What you think parenting is like versus what it is actually like
What you think parenting is like versus what it is actually like

Amanda Cassidy

It may appear tiny from the front, but this Ballsbridge cottage on the market for €750,000 is surprisingly spacious
It may appear tiny from the front, but this Ballsbridge cottage on the market for...

Megan Burns

How to give your home a wellness makeover (without spending a fortune)
How to give your home a wellness makeover (without spending a fortune)

Amanda Cassidy

Does disordered eating fuel our consumption of ‘What I Eat in a Day’ videos?
Does disordered eating fuel our consumption of ‘What I Eat in a Day’ videos?

IMAGE

Irish designer Jonathan Anderson named among TIME’s people of the year
Irish designer Jonathan Anderson named among TIME’s people of the year

Sarah Gill

Do you know what the pill is actually doing to your body?
Do you know what the pill is actually doing to your body?

Sophie Morris

This Clontarf home has been transformed with a spacious extension full of delicately dappled light
This Clontarf home has been transformed with a spacious extension full of delicately dappled light

Megan Burns

New life has been breathed into this Victorian Portobello home thanks to a revamp that’s full of personality
New life has been breathed into this Victorian Portobello home thanks to a revamp that’s...

Megan Burns

Supper Club: Grilled Caesar salad with chickpea croutons
Supper Club: Grilled Caesar salad with chickpea croutons

Meg Walker

Outdoor table and chairs sets to order now for summer
Outdoor table and chairs sets to order now for summer

Megan Burns

Image / Editorial

Richard Mosse


By Bill O'Sullivan
05th Feb 2014
Richard Mosse

Richard Mosse was something of the 2013 child wonder after representing Ireland at the Venice Biennale with The Enclave. It’s now on show for the first time in Ireland at the RHA til March 12th. The collection of near-iconic images were taken in 2012 by Mosse and his colleagues Ben Frost and Trevor Tweeten, who infiltrated rebel groups in the war-torn Democratic Republic of Congo. Ravaged by conflict and pervasive violence, Mosse uses his subject to try to reimagine war photography. richard-mosse-infra-series-3Using a discontinued infrared film originally used on camouflage, Mosse’s photographs offset landscape and people in brilliant pinks, magentas and lilacs. War-torn Congo here seems an imagined land of distant and unworldly violence whose poetry soaks through the lens in ultraviolet colour.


* [WORK TASK]: Every line from the one with "Determine 'man' bounding box." to the final line of the records should be printed exactly as it is, with pictures left out.

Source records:
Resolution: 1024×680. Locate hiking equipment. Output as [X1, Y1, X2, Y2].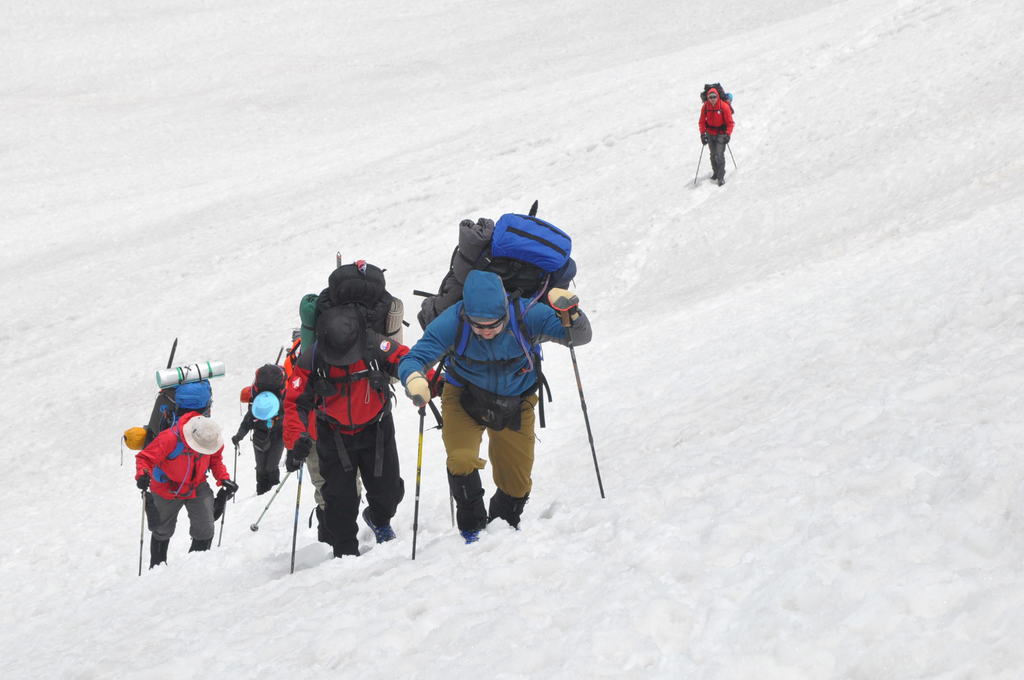
[698, 82, 735, 117].
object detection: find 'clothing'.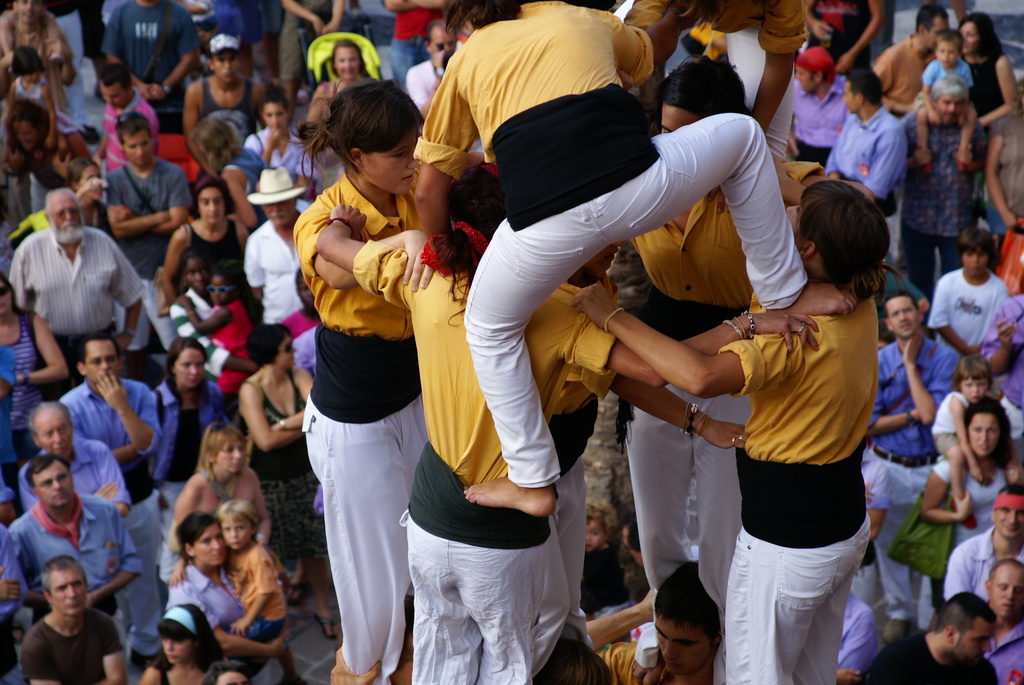
[left=413, top=0, right=806, bottom=488].
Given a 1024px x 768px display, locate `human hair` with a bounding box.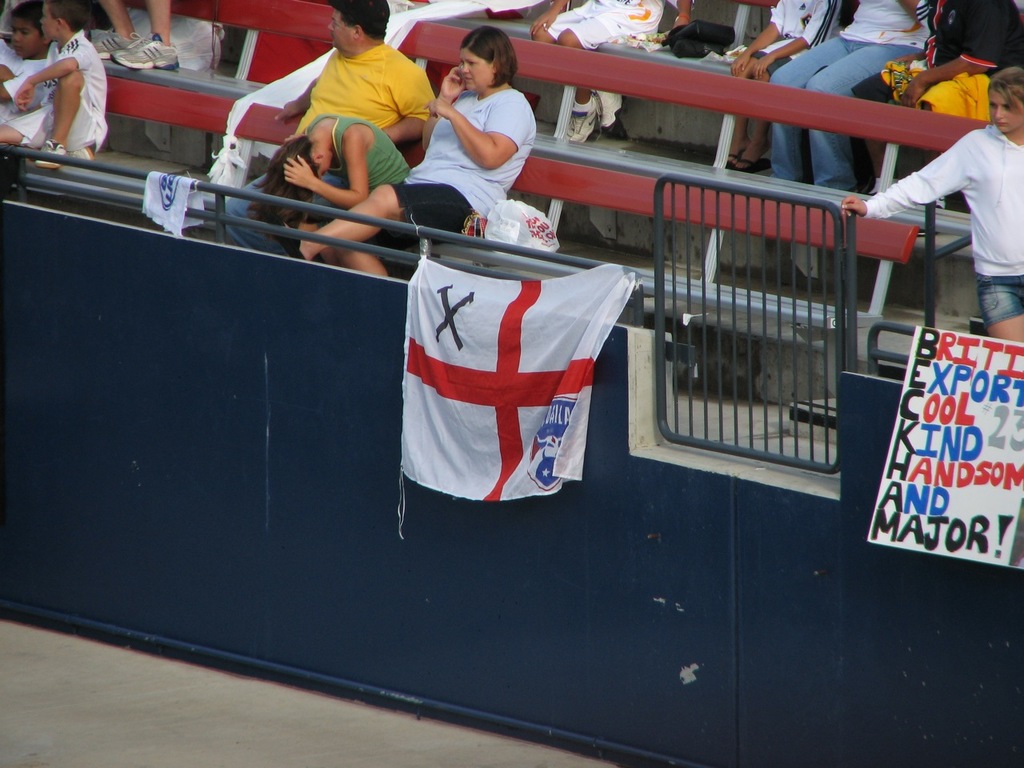
Located: (left=983, top=63, right=1023, bottom=122).
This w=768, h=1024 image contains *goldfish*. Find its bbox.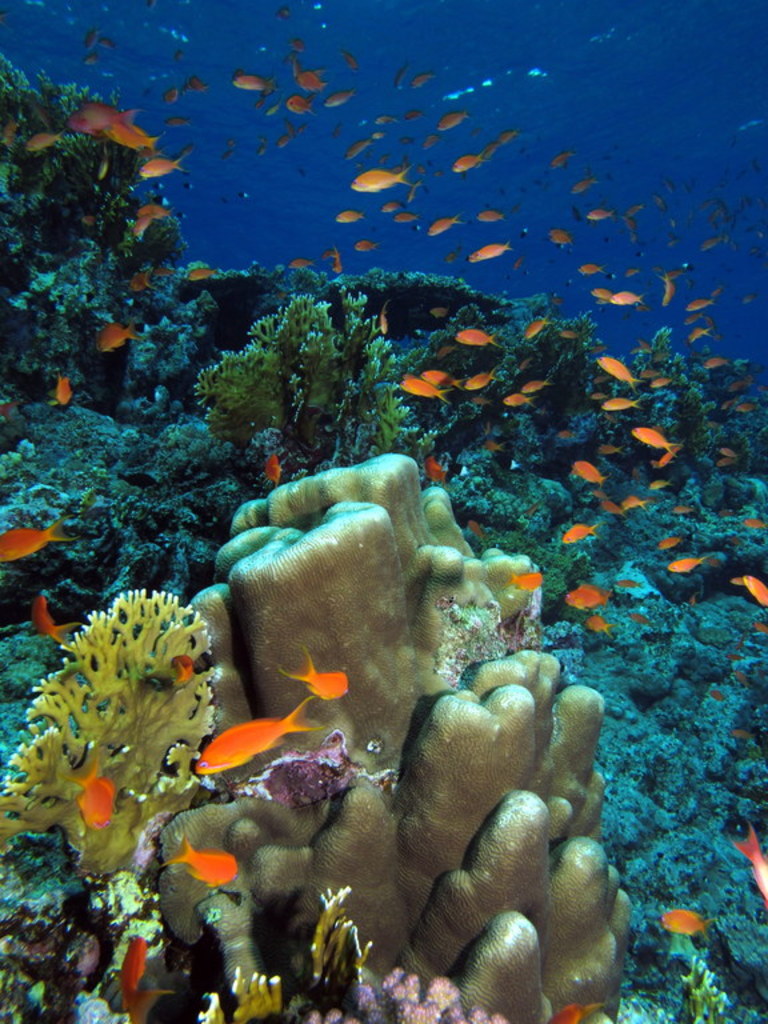
(740, 573, 767, 605).
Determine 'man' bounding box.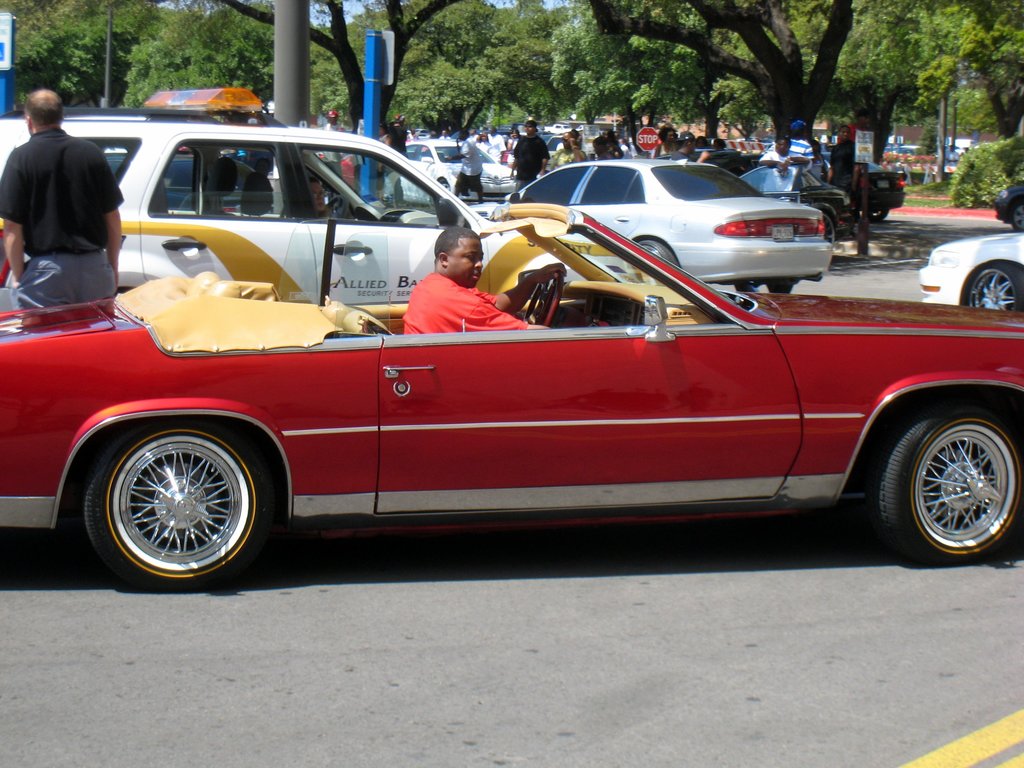
Determined: (left=482, top=124, right=508, bottom=161).
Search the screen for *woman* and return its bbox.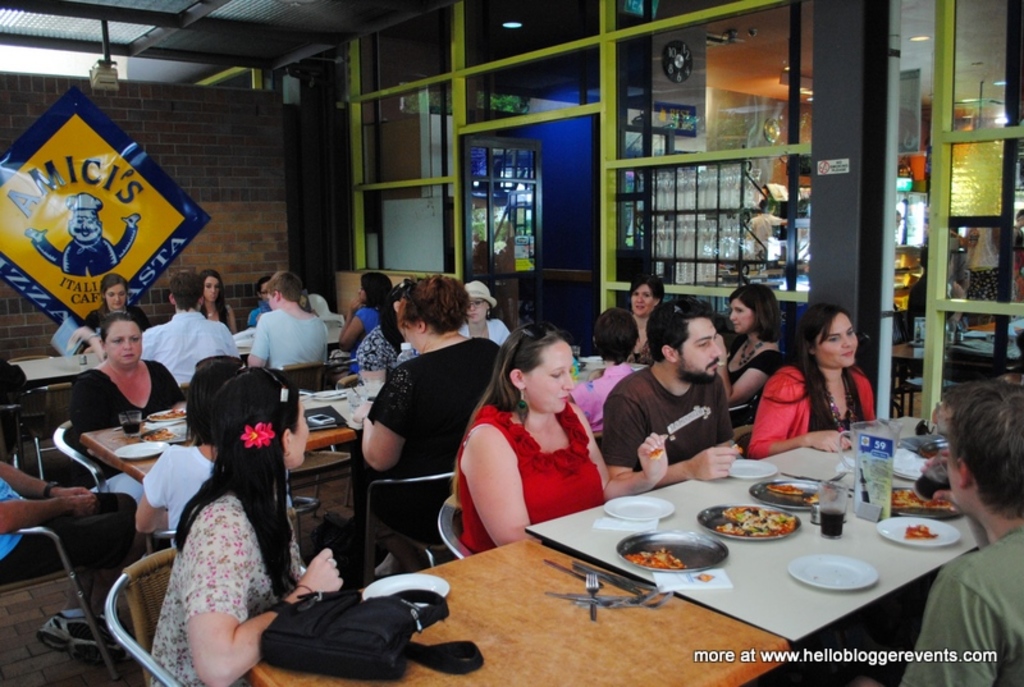
Found: box=[625, 280, 673, 363].
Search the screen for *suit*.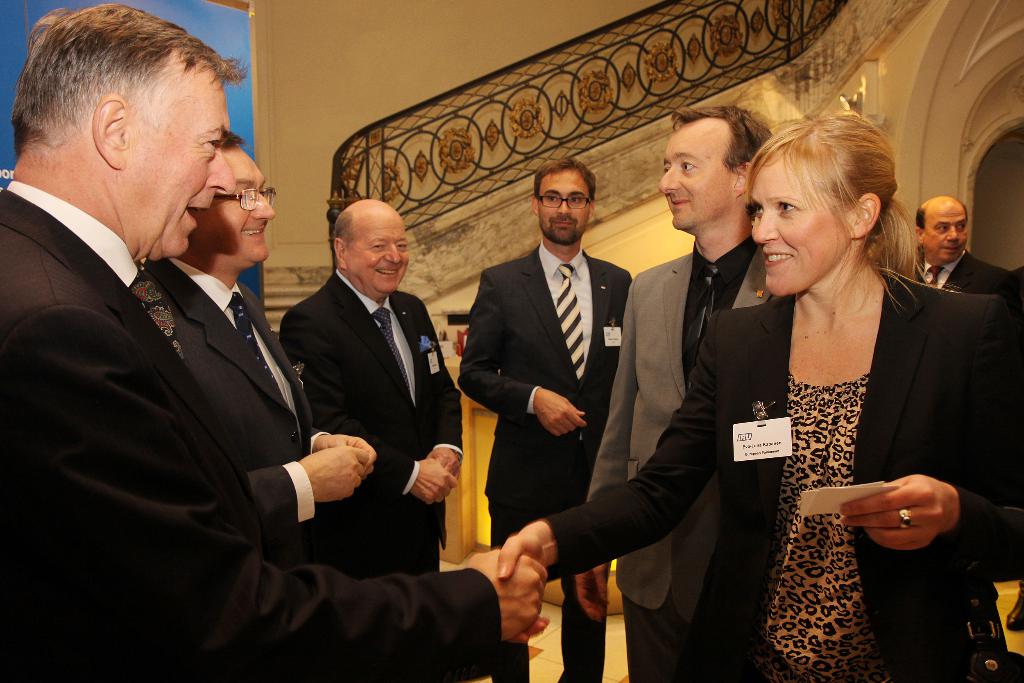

* [RESPONSE AREA]:
Determine 'man' bounding box.
Determined: (left=482, top=124, right=508, bottom=161).
Search the screen for *woman* and return its bbox.
Found: box=[625, 280, 673, 363].
Search the screen for *suit*.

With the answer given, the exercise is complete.